AES is not an ideal cipher, nor is it intended to be an ideal cipher. AES is meant to be a practical cipher that offers a strength close to the key size. That means it is computationally infeasible to find the key even if given the plaintext and the ciphertext. AES - when correctly used with a strong mode of operation - produces ciphertext is indistinguishable from random if the adversary can choose the plaintext input to the cipher themselves (IND-CPA).

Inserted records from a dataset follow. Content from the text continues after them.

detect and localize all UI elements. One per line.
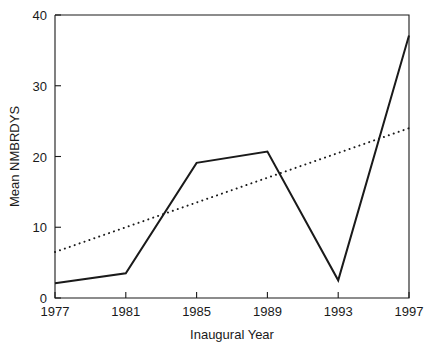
y-tick-label-10: 10 <box>33 220 47 235</box>
trend-line-series <box>55 128 409 252</box>
x-tick-label-1993: 1993 <box>324 304 353 319</box>
y-tick-label-20: 20 <box>33 150 47 165</box>
y-tick-label-30: 30 <box>33 79 47 94</box>
x-tick-label-1977: 1977 <box>41 304 70 319</box>
y-axis-title: Mean NMBRDYS <box>7 106 22 207</box>
x-tick-label-1985: 1985 <box>182 304 211 319</box>
x-axis-title: Inaugural Year <box>190 327 275 342</box>
y-tick-marks <box>55 15 61 298</box>
x-tick-label-1989: 1989 <box>253 304 282 319</box>
x-tick-label-1997: 1997 <box>395 304 424 319</box>
chart-page: 0 10 20 30 40 1977 1981 1985 1989 1993 1… <box>0 0 436 350</box>
line-chart: 0 10 20 30 40 1977 1981 1985 1989 1993 1… <box>0 0 436 350</box>
y-tick-label-40: 40 <box>33 8 47 23</box>
main-line-series <box>55 36 409 284</box>
x-tick-marks <box>55 292 409 298</box>
x-tick-label-1981: 1981 <box>111 304 140 319</box>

The next question is why people think that AES is better than other ciphers with the same key size. Cryptographers generally don't really think that. There are other ciphers that may have better characteristics when it comes to protection against side channel attacks. Other ciphers have a larger % of rounds to spare when it comes to protection against certain attacks. Or they may have a larger block size, or they do not have a clear mathematical structure etc. etc.
AES has been studied a lot, and few attacks have come close to breaking AES. It is relatively fast compared with other block ciphers, and it has a serviceable key and block size. The algorithm is well understood, and there are many hardware implementations of AES, including newer x64 and ARM CPUs. So it is standardized, popular, well understood, but not necessarily the most secure cipher. It doesn't need to be, for most situations it is secure enough.
When you are talking about implementing an ideal cipher you seem to go over the key requirements of a one time pad. The one time pad requires a key the same size as the plaintext / ciphertext. Moreover, you won't be able to distinguish a good key from a bad key for a single block. But what happens if you have multiple blocks to compare? With each block a specific key becomes more likely. As such, it makes very little sense to try and create an ideal block cipher.
The ideal cipher is mainly a theoretical construction, useful in proofs. But beware that inserting an actual block cipher in place of an idealized block cipher may not result in a secure construction. For instance, a hash function could well be secure when constructed using an ideal cipher, while it could be vulnerable with AES-256 due to related key attacks.